In the sake of brevity, I will quickly go down the list as best as I can, so forgive my reiteration of what you wrote... But first, I want to state, or restate, that an experience is ephemeral and is not what I am talking about. A person may call an out of body experience mystical, but it still involves the sense of self. What I am talking about is when the self is gone and all there is is the observation of what is devoid of thought, memory, movement, ideas, feelings, intellectualizing, etc.
Yes, the mystical experience is potentially misleading, but this must be placed into context of what we mean by mystical experience, as previously discussed.
To your statement, "When you’re having the sense that you’re the divine subject of all experience..." my immediate response is that there is no "you" in the divine, there is only the divine, though I don't like that word.
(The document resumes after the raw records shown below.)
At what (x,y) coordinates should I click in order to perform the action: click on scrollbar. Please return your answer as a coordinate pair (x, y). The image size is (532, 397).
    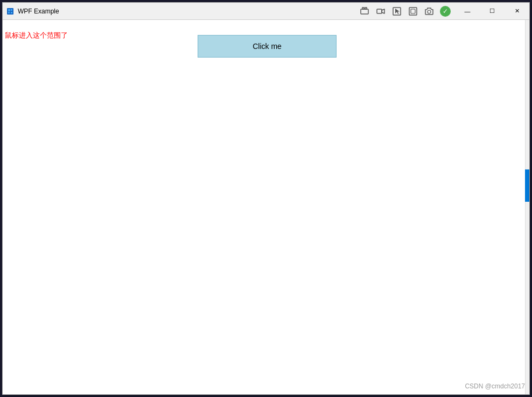
    Looking at the image, I should click on (527, 207).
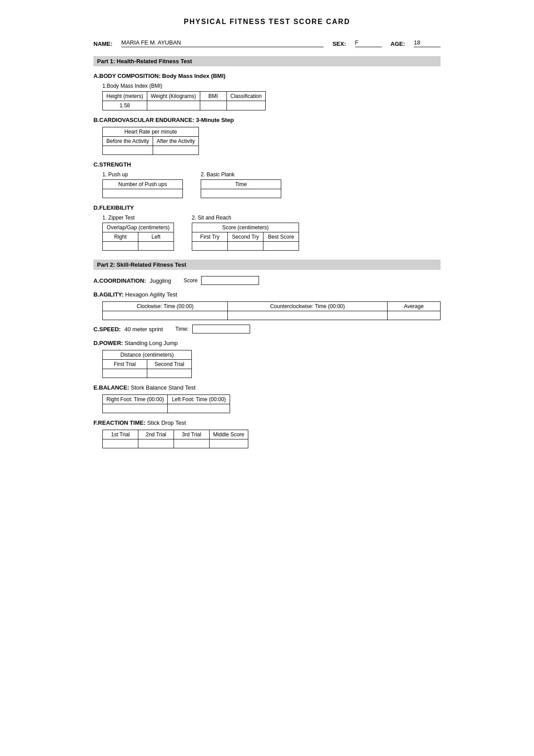 Image resolution: width=534 pixels, height=756 pixels. Describe the element at coordinates (267, 387) in the screenshot. I see `balance-section-title: E.BALANCE: Stork Balance Stand Test` at that location.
You said, "While you’re in it, it feels true and profound..." I would say, again, that there is no "you" that is in it. How something feels is not what's important; in fact, it is unimportant, because it's not at all about feeling or assessing, but rather observing what "is."
You wrote: "When you’re having the sense that you’re the divine subject of all experience, you won’t feel the need for philosophical doubts, or you won’t fear such doubts since the answers come in a way that seems to precede logic, intuition, and ordinary perception." There are no answers, only some indescribable "seeing" or observing. There are no answers, only seeing what is.
You wrote: " It’s easy to understand how a peak state of consciousness scrambles normal brain functioning, reducing inhibitions or combining modules that are normally held apart." Yes, I agree, but this has nothing to do with the ineffable, but rather with the world of phenomena, thought, the self, and so on.
You wrote: "There are altered states of synesthesia in which sounds have visual appearances, and sights have sounds or smells. Should those experiences be taken at face value and as revealing the true nature of the world? Or should we apply science to understand what’s happening in the brain?" These examples have to do with conscious experience, not the ineffable. Sights, sounds, tastes, smells, thoughts, etc., are within consciousness as the movement that emanates out of the capacity or void of which I speak. It is this capacity that becomes one's identity instead of the identity that claims possession of feelings, thoughts, etc.
You wrote: "Those metaphors become stretched because the initial presumption that first-order experience suffices for understanding demotes knowledge and sensation. What you’re left with is the structure of consciousness, the essence of qualia, and you’re slapping labels onto it that apply, rather, to the more advanced products of cognition." Yes, again I agree, but this is the problem with thought and language, as I indicated. There is no good way to explain what is unexplainable. Language is a failure, and labels are language. Anything that is described involves cognition, doesn't it?
You wrote: "Qualia, by themselves, entail an ultimate haver of mental contents." Yes, I completely agree. Someone experiences the qualia, which is why using qualia as an analogy is just a poor metaphor or example.
And lastly, you wrote: "That unity appears when you forget about the plurality, and you train yourself to shut down certain mental processes. In that altered state things will seem unified. But that seeming isn’t yet a kind of understanding, knowledge, or perception. That’s the leap I’d dispute, at any rate." I would say that there is no forgetting, no trying (effort), no concentration, no analysis, and no interpretation involved, UNTIL one is trying to explain what cannot be explained. Also, this is not an altered state that I speak of; it is the true state, which means that it is the state that exists when all else is removed — thought, memory, understanding, discussing, intellectualizing, analyzing, thinking, and so on.
If you were to remove everything that is not the endless, limitless, boundless, definable, explainable, verifiable, objectivized stateless state then what would yet exist? For some there is the recognition that what yet remains is something that pre-exists time, movement, consciousness, feelings, qualia, and all the rest. But, again, language is a failure, because even the words exist, pre-exist, state, etc., are only metaphors for what cannot be explained.
The bottom line is that we learn to question things, and people like you are quite adept and finding deeper meaning and nuances to make better sense of our world and experience. This is how my mind was formed as well. Oddly, though, this is perhaps the greatest obstacle to finding, or uncovering, the fundamental "state" that is at the bottom of everything and out of which everything that exists, even in potential, emanates. It is this stateless state that I speak of, so you can perhaps see that I am not referring at all to an experience or a thing.
Much of the confusion lies in what we consider mystical. There is the mystical that has to do with all sorts of perceptions, experiences, and feelings; and then there is the mystical that has to do with nothing at all but a capacity for phenomena, forms, expressions, thought, etc. When the mind is emptied of everything then all that is left is a capacity that is not a "thing" or an experience.